下载 ZIP (shub-mysql-v1.0.1.zip)触发指令
/mysql
跨平台安装指引
该技能声明兼容以下 1 个平台,将 ZIP 解压到对应目录即可被识别。
unzip shub-mysql-v1.0.1.zip -d ~/.claude/skills/
mkdir -p 创建;启用 Skill 后请重启对应 Agent 让配置生效。
使用指南
MySQL(通用)
围绕 MySQL(通用):建表、索引、事务与备份等通用操作;与「mysql-skill」「tg-mysql-design」按场景选用。 无需在每次任务前把零散英文说明手工拼进上下文,也 减少 与客户端默认行为脱节的试错;具体命令、钩子与 JSON 参数仍以 ZIP 包内 SKILL.md 为权威。

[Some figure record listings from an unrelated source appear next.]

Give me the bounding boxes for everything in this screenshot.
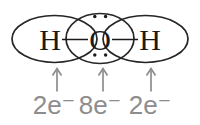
oxygen-symbol: O (89, 23, 111, 56)
up-arrow-icon (53, 69, 62, 92)
lone-pair-dot (104, 15, 107, 18)
right-hydrogen-electron-count: 2e⁻ (129, 90, 172, 120)
lone-pair-dot (93, 15, 96, 18)
figure-canvas: H O H 2e⁻ 8e⁻ 2e⁻ (0, 0, 200, 125)
up-arrow-icon (147, 69, 156, 92)
up-arrow-icon (99, 69, 108, 92)
left-hydrogen-symbol: H (39, 23, 61, 56)
right-hydrogen-symbol: H (139, 23, 161, 56)
left-hydrogen-electron-count: 2e⁻ (33, 90, 76, 120)
annotation-arrows (53, 69, 156, 92)
oxygen-electron-count: 8e⁻ (79, 90, 122, 120)
water-electron-shell-diagram: H O H 2e⁻ 8e⁻ 2e⁻ (0, 0, 200, 125)
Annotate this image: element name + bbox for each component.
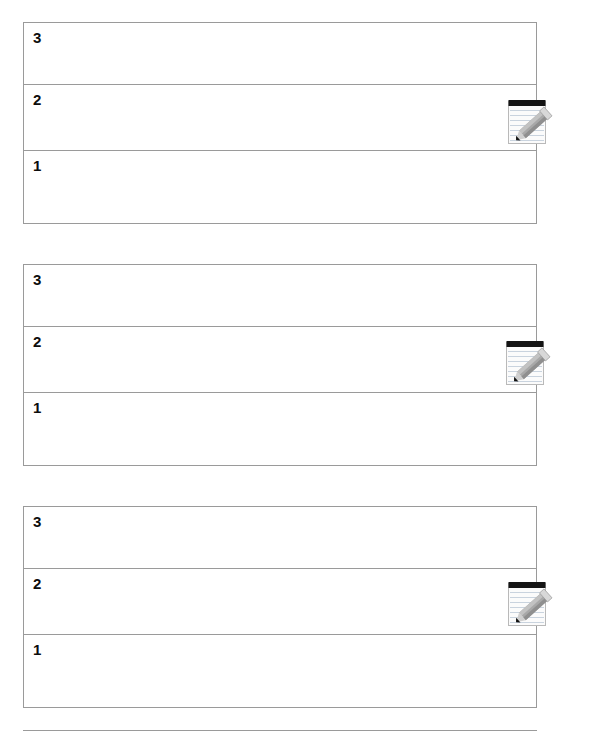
rank-label: 3 [33,271,41,288]
partial-table-top-border [23,730,537,731]
rank-label: 1 [33,641,41,658]
table-row[interactable]: 2 [24,569,536,635]
rank-label: 1 [33,157,41,174]
rank-label: 3 [33,29,41,46]
rank-label: 2 [33,575,41,592]
table-row[interactable]: 1 [24,393,536,465]
table-row[interactable]: 2 [24,327,536,393]
rank-label: 1 [33,399,41,416]
rank-table: 3 2 1 [23,264,537,466]
memo-notepad-pencil-icon[interactable] [504,337,560,389]
page-canvas: 3 2 1 3 2 1 3 2 1 [0,0,591,737]
rank-label: 2 [33,333,41,350]
table-row[interactable]: 3 [24,23,536,85]
table-row[interactable]: 3 [24,265,536,327]
table-row[interactable]: 3 [24,507,536,569]
rank-label: 3 [33,513,41,530]
table-row[interactable]: 1 [24,151,536,223]
table-row[interactable]: 2 [24,85,536,151]
table-row[interactable]: 1 [24,635,536,707]
rank-table: 3 2 1 [23,506,537,708]
rank-label: 2 [33,91,41,108]
memo-notepad-pencil-icon[interactable] [506,578,562,630]
memo-notepad-pencil-icon[interactable] [506,96,562,148]
rank-table: 3 2 1 [23,22,537,224]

下文结构与站内 MCP CLI 类专题稿相同:何时用、前置、流程、速查与故障。
何时使用
- 建表、索引、事务与备份等通用操作
- 与「mysql-skill」「tg-mysql-design」按场景选用
- 已获取本技能 ZIP,并准备在 Claude Code / OpenClaw 中按 SKILL.md 挂载。

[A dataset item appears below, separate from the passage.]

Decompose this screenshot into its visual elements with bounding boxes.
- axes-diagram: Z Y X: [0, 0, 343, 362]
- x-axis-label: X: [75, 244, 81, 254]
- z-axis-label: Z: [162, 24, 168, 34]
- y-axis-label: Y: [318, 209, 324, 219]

- 希望用中文专题稿快速判断「该不该启用」,再深入英文 SKILL 查参数与边界。
- 需要与团队对齐同一套触发方式、目录约定或回调格式时。
前置条件
- 通用:可运行 Claude Code 或文档要求的客户端;有可读写的项目工作区(或 SKILL.md 指定的沙箱目录)。
- 权威细节:API Key / OAuth、钩子路径、环境变量以 ZIP 内 SKILL.md 为准。
典型流程
- 从 ClawHub / 站内分发获取技能 ZIP,校验版本与校验和(若提供)。
- 阅读 SKILL.md 的安装段落:目录落点、客户端类型(Claude Code / OpenClaw / 脚本)。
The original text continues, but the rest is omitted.